Ricky Allen Griffith left the contracting business for the ministry.
Ricky Allen Griffith helped a friend start a Richmond-area contracting business in 1979 and worked for him for 24 years. Then one night he had a dream.
In the dream, Mr. Griffith's pastor was pointing to him and saying, "This is the man who will feed my flock." He wrestled with what that might mean and finally went to his pastor, who helped him understand it.
"He felt truly called to the ministry," said a son, Nathaniel S. Griffith of Chesterfield County.
A 1979 business graduate of Virginia Commonwealth University, the Buckhannon, W.Va., native became licensed several years ago as a United Methodist minister and later completed a master of divinity degree at Virginia Union University in 2006.
Mr.. Griffith, who had served as pastor of both Fairmount and Bishop Memorial churches in Henrico County for five years, died Wednesday after suffering a heart attack at his Chesterfield County home. He was 52.
A funeral was held Sunday afternoon at Walmsley Boulevard United Methodist Church, with burial in Dale Memorial Park in Chesterfield.

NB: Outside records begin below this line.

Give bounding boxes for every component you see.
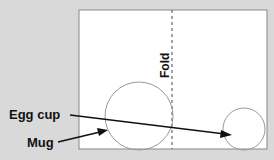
fold-diagram: Fold Egg cup Mug — [0, 0, 274, 160]
mug-label: Mug — [27, 135, 54, 150]
fold-label: Fold — [158, 53, 172, 78]
egg-cup-label: Egg cup — [9, 107, 60, 122]
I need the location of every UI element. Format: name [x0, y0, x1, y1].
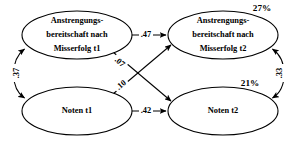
node-effort-t2[interactable]: Anstrengungs- bereitschaft nach Misserfo…: [168, 11, 278, 59]
node-effort-t1-line2: bereitschaft nach: [46, 30, 108, 39]
node-effort-t1-line3: Misserfolg t1: [54, 44, 101, 53]
path-grades-t1-to-grades-t2-label: .42: [141, 106, 151, 115]
path-diagram-canvas: .37 .33 .47 .42 .07: [0, 0, 296, 141]
path-grades-t1-to-grades-t2: .42: [132, 106, 166, 116]
node-effort-t2-line3: Misserfolg t2: [200, 44, 247, 53]
path-effort-t1-to-effort-t2: .47: [132, 30, 166, 40]
diagram-svg: .37 .33 .47 .42 .07: [0, 0, 296, 141]
node-grades-t1-line1: Noten t1: [62, 106, 92, 115]
node-effort-t2-line1: Anstrengungs-: [197, 16, 250, 25]
node-effort-t1[interactable]: Anstrengungs- bereitschaft nach Misserfo…: [22, 11, 132, 59]
variance-label-effort-t2: 27%: [253, 3, 271, 13]
correlation-arrow-t2: .33: [273, 49, 287, 98]
variance-label-grades-t2: 21%: [241, 78, 259, 88]
node-effort-t2-line2: bereitschaft nach: [192, 30, 254, 39]
correlation-t2-label: .33: [275, 68, 284, 78]
path-effort-t1-to-effort-t2-label: .47: [141, 30, 151, 39]
correlation-t1-label: .37: [12, 68, 21, 78]
node-grades-t2[interactable]: Noten t2: [168, 87, 278, 135]
node-grades-t1[interactable]: Noten t1: [22, 87, 132, 135]
node-effort-t1-line1: Anstrengungs-: [51, 16, 104, 25]
node-grades-t2-line1: Noten t2: [208, 106, 238, 115]
correlation-arrow-t1: .37: [12, 49, 25, 98]
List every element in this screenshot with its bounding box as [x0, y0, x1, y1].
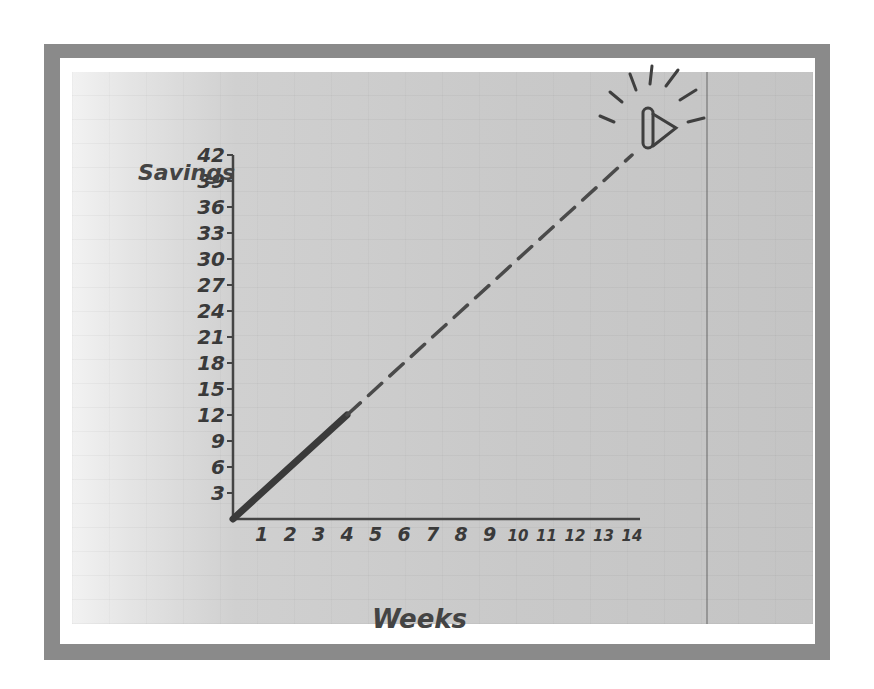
actual-savings-line — [233, 415, 347, 519]
x-tick-label: 7 — [426, 523, 440, 545]
x-tick-label: 5 — [369, 523, 382, 545]
x-tick-label: 6 — [397, 523, 410, 545]
x-tick-label: 11 — [536, 527, 557, 545]
y-axis-ticks: 3691215182124273033363942 — [196, 143, 233, 505]
y-tick-label: 9 — [211, 429, 225, 453]
y-tick-label: 15 — [197, 377, 225, 401]
ringing-bell-icon — [600, 66, 704, 148]
y-tick-label: 18 — [197, 351, 225, 375]
x-tick-label: 13 — [593, 527, 614, 545]
x-tick-label: 8 — [454, 523, 467, 545]
projected-savings-line — [347, 155, 632, 415]
x-axis-title: Weeks — [372, 604, 467, 634]
y-tick-label: 3 — [211, 481, 225, 505]
savings-chart: 3691215182124273033363942 12345678910111… — [0, 0, 874, 689]
x-tick-label: 14 — [622, 527, 643, 545]
y-tick-label: 24 — [197, 299, 225, 323]
y-tick-label: 6 — [211, 455, 225, 479]
x-tick-label: 9 — [483, 523, 496, 545]
y-tick-label: 30 — [197, 247, 225, 271]
x-tick-label: 10 — [508, 527, 529, 545]
x-axis-ticks: 1234567891011121314 — [255, 523, 643, 545]
y-tick-label: 21 — [197, 325, 225, 349]
x-tick-label: 3 — [312, 523, 325, 545]
y-axis-title: Savings — [138, 160, 235, 185]
y-tick-label: 33 — [197, 221, 225, 245]
y-tick-label: 12 — [197, 403, 225, 427]
x-tick-label: 2 — [283, 523, 296, 545]
y-tick-label: 27 — [197, 273, 225, 297]
x-tick-label: 1 — [255, 523, 268, 545]
x-tick-label: 12 — [565, 527, 586, 545]
x-tick-label: 4 — [339, 523, 353, 545]
y-tick-label: 36 — [197, 195, 225, 219]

Mr. Griffith was preaching Sundays at 9:30 a.m. at Fairmount Church and at 11 a.m. at Bishop Memorial, each with about 30 congregants, his son said.
Fairmount Church has a youth group. "He did everything with them," Nathaniel Griffith said. "Vacation Bible School was going to start soon. They had a children's festival -- my father was the one in the dunking booth. They often did Christmas angels so children of incarcerated parents would have a Christmas."

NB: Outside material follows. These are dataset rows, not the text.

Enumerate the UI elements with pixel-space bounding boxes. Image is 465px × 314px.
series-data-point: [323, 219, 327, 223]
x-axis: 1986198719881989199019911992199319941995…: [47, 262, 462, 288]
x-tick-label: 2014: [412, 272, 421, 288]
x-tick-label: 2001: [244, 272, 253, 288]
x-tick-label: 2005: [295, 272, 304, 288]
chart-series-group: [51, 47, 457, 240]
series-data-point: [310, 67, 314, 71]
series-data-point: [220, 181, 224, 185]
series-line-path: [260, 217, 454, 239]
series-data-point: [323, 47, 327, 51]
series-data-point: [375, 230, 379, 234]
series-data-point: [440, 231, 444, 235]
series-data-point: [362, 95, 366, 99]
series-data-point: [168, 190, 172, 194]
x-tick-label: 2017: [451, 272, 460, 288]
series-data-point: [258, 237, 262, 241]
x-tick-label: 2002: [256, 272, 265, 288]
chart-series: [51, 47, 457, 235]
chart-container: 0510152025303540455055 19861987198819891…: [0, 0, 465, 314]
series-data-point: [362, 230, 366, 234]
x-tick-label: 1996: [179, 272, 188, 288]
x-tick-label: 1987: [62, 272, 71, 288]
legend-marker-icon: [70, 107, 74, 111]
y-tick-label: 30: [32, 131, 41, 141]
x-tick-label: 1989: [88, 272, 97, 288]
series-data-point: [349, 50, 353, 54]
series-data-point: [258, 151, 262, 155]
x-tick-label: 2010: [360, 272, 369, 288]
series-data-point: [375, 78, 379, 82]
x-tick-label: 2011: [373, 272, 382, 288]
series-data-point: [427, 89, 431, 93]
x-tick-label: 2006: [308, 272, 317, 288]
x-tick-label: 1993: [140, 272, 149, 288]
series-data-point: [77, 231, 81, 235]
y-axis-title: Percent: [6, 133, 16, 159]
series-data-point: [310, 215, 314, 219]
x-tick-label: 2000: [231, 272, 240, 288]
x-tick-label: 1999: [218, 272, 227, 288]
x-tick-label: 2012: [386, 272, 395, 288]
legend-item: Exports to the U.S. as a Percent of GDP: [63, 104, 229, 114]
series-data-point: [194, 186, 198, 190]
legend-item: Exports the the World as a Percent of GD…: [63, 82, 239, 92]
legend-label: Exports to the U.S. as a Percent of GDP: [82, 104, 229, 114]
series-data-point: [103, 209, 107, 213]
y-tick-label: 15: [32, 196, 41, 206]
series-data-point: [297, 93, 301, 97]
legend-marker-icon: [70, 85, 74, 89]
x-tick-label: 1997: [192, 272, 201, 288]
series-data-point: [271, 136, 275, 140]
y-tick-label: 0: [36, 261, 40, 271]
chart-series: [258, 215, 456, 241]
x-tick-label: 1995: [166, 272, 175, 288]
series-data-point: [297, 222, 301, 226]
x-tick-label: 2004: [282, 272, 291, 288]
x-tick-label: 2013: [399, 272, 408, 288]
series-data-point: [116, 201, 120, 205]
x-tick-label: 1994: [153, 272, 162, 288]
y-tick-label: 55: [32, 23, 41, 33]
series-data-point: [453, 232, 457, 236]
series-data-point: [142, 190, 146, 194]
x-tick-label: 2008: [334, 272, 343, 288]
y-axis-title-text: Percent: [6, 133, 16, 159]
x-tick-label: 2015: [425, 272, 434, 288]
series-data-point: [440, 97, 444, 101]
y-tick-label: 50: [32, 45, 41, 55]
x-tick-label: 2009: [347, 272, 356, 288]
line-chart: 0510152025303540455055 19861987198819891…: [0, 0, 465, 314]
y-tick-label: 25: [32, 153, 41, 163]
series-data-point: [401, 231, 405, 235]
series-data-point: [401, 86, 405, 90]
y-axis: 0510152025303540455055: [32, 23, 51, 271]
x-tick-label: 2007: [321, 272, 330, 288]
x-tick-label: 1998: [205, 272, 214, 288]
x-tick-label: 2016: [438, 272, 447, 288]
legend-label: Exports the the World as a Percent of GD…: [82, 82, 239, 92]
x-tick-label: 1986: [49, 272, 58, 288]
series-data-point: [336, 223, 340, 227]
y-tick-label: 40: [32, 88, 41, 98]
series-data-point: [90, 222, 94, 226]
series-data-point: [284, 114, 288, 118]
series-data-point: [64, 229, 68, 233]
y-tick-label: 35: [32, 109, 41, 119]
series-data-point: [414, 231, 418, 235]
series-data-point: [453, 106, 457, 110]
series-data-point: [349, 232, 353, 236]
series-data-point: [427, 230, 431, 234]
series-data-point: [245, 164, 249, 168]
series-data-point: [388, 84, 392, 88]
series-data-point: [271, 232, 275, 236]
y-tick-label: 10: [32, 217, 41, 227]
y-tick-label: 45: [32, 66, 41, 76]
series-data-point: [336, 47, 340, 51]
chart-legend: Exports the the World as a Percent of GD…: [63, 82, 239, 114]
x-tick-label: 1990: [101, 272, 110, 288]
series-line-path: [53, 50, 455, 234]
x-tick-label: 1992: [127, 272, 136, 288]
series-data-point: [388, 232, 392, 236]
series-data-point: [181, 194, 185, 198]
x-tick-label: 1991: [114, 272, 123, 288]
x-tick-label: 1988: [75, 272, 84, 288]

Mr. Griffith was involved with the Richmond Emmaus Community, a group that offers three-day weekend retreats for men and women to have "an intimate encounter with God," Nathaniel Griffith said.
"His passion was the youth version of Emmaus -- the Chrysalis Community. He claimed more than 200 'sons' and 'daughters' in that. A prayer vigil was held for him on the day he died at River Road United Methodist Church and about 100 youth showed up for that," Nathaniel Griffith said. Six of the Chrysalis boys were pallbearers, and the rest were honorary pallbearers, he said.
Mr. Griffith was involved with the Kairos Prison Ministry, which took the Emmaus experience into prisons. Mr. Griffith became close with an inmate who said he would preach with Mr. Griffith when he got out of prison. Mr. Griffith was to be buried with that inmate's Bible.
His strength was "his evangelism as a whole, his reaching out to the community, building the family of God," said son Christian A. Griffith of Winston-Salem, N.C.
In addition to his sons, survivors include his wife, Cathy Pleasant Griffith; his mother, Patricia R. Griffith; and a sister, Cerena L. Griffith, all of Chesterfield.